It was well after nightfall when they were finally forced to stop. Richard would have kept going but the terrain, thickly wooded, rocky, and becoming uneven as ridgelines rose up around them, was simply too treacherous to negotiate in the dark. The nearly new moon would have come up at sunset but the narrow crescent didn't provide enough illumination to brighten the inky cloud cover in the least. Even the light that would have been provided by meager starlight was hidden by the thick clouds. The darkness was so complete that it was simply impossible to go on.
Kahlan was tired, but as Richard started a fire in the fluff of cattails he'd broken open for tinder, she could see that he was in far worse condition. She wondered if he'd slept in recent days. After he had a fire going, he set fishing lines and then started to collect enough firewood to last them through the cold night. Up against a rocky rise they at least had some protection from the biting wind.
Kahlan did her best to care for the horses, fetching them water in a canvas bucket among the supplies Richard had with him. When he'd finished collecting firewood he found that they had some brook trout on his lines. As she watched him cleaning the fish, throwing the innards on the fire so they wouldn't attract animals, she decided not to ask any more questions about the two of them. She couldn't endure the pain of the answers. Besides, he had already told her what she had asked: she was simply the right person for him to marry.
She wondered if he'd even met her before he agreed to marry her. She realized that it must have been heartbreaking for Nicci to see the man she loved marry someone else for unromantic, practical reasons.
Kahlan forced her mind away from that whole line of thought.
"Why are we going to Tamarang?" she asked.
Richard glanced up from his work at cleaning the fish. "Well, a long time ago, back in the great war three thousand years ago, the people back then were fighting this same war we're fighting now, a war to defend ourselves against those who want to eliminate magic and all other forms of freedom.
"The people defending against such aggression took a number of extremely valuable things of magic-things they had created over many centuries-and put those things in a place called the Temple of the Winds. Then, to protect it all from falling into the hands of the enemy, they sent the temple into the underworld."
"They sent it into the world of the dead?"
Richard nodded as he laid out some big leaves. "During the war, wizards on both sides had conjured terrible weapons-constructed spells and such. But some of those weapons were made out of people. That's how the dreamwalkers came to be. They were created out of people captured in Caska-Jillian's ancestors."
"And that was when they created the Chainfire event?" she asked. "During that great war.
"That's right," he said as he spread a layer of mud on the leaves. "Other wizards were constantly working to counter the things that had been created from magic. The boxes of Orden, for example, were created during that great war in order to counter the Chainfire spell."
"I remember the Sisters talking to Jagang about that."
"Well, the whole thing is quite complicated but, basically, a traitorn amed Lothain went to the Temple of the Winds where it was hidden away in the underworld. He secretly did things to one day aid the basic cause of the Order when it eventually rekindled."
"They thought the war would reignite?"
"There have always been, and always will be, those who are driven by hate and want to blame those who are happy, creative, and productive for their misery."
"What sort of things did this Lothain do?"
Richard looked up. "Among other things, he made sure that a dream-walker would one day again be born into the world of life. Jagang is that dreamwalker."
Richard finished wrapping the fish in leaves and mud and set the little bundles in the glowing coals at the edge of the fire.
"After that, the people on our side sent the First Wizard to the Temple of the Winds. His name was Baraccus. He was a war wizard. He made sure that another war wizard would be born to try to stop the forces trying to take mankind into a dark age."
Kahlan pulled her knees up and drew her blanket around herself to keep warm as she listened to the story. "You mean that there haven't been any war wizards since that time?"
Richard shook his head. "I'm the first one in nearly three thousand years. Baraccus, though, did something at the temple to insure that another would one day be born to carry on the struggle. I'm the one born because of what he did back then.
"Realizing that such a person wouldn't know anything about his ability, Baraccus came back and wrote a book called Secrets of a War Wizard's Power. He had his wife, Magda Searus, who he loved very much, take that book away and hide it for me. He was very careful to make sure that no one but me would get ahold of the book.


WHAT YOU NEED TO DO
Every entry below must be repeated exactly; skip the pictures.

RECORDED DATA
[Start of Attachment]

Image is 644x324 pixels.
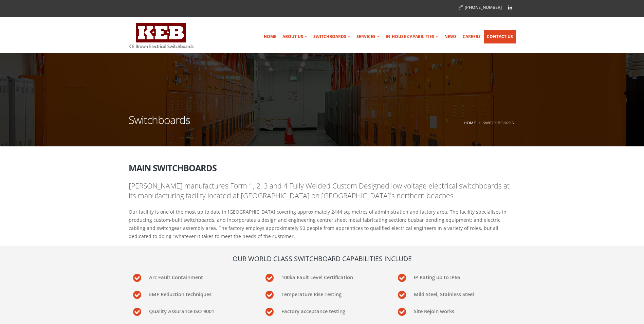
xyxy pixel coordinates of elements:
[129,208,516,240] p: Our facility is one of the most up to date in [GEOGRAPHIC_DATA] covering approximately 2444 sq. m...
[282,306,383,315] p: Factory acceptance testing
[280,30,310,43] a: About Us
[282,272,383,281] p: 100ka Fault Level Certification
[459,5,501,10] a: [PHONE_NUMBER]
[311,30,353,43] a: Switchboards
[383,30,441,43] a: In-house Capabilities
[261,30,279,43] a: Home
[149,272,251,281] p: Arc Fault Containment
[129,254,516,264] h4: Our World Class Switchboard Capabilities include
[505,3,515,13] a: Linkedin
[442,30,459,43] a: News
[463,120,476,126] a: Home
[354,30,382,43] a: Services
[484,30,516,43] a: Contact Us
[414,306,516,315] p: Site Rejoin works
[129,115,190,134] h1: Switchboards
[460,30,483,43] a: Careers
[129,158,516,173] h2: Main Switchboards
[129,181,516,201] p: [PERSON_NAME] manufactures Form 1, 2, 3 and 4 Fully Welded Custom Designed low voltage electrical...
[414,272,516,281] p: IP Rating up to IP66
[477,119,514,127] li: Switchboards
[129,23,193,48] img: K E Brown Electrical Switchboards
[282,289,383,298] p: Temperature Rise Testing
[149,289,251,298] p: EMF Reduction techniques
[149,306,251,315] p: Quality Assurance ISO 9001
[414,289,516,298] p: Mild Steel, Stainless Steel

[End of Attachment]

RESPONSE AREA
Image is 644x324 pixels.
xyxy pixel coordinates of elements:
[129,208,516,240] p: Our facility is one of the most up to date in [GEOGRAPHIC_DATA] covering approximately 2444 sq. m...
[282,306,383,315] p: Factory acceptance testing
[280,30,310,43] a: About Us
[282,272,383,281] p: 100ka Fault Level Certification
[459,5,501,10] a: [PHONE_NUMBER]
[311,30,353,43] a: Switchboards
[383,30,441,43] a: In-house Capabilities
[261,30,279,43] a: Home
[149,272,251,281] p: Arc Fault Containment
[129,254,516,264] h4: Our World Class Switchboard Capabilities include
[505,3,515,13] a: Linkedin
[442,30,459,43] a: News
[463,120,476,126] a: Home
[354,30,382,43] a: Services
[484,30,516,43] a: Contact Us
[414,306,516,315] p: Site Rejoin works
[129,115,190,134] h1: Switchboards
[460,30,483,43] a: Careers
[129,158,516,173] h2: Main Switchboards
[129,181,516,201] p: [PERSON_NAME] manufactures Form 1, 2, 3 and 4 Fully Welded Custom Designed low voltage electrical...
[414,272,516,281] p: IP Rating up to IP66
[477,119,514,127] li: Switchboards
[129,23,193,48] img: K E Brown Electrical Switchboards
[282,289,383,298] p: Temperature Rise Testing
[149,289,251,298] p: EMF Reduction techniques
[149,306,251,315] p: Quality Assurance ISO 9001
[414,289,516,298] p: Mild Steel, Stainless Steel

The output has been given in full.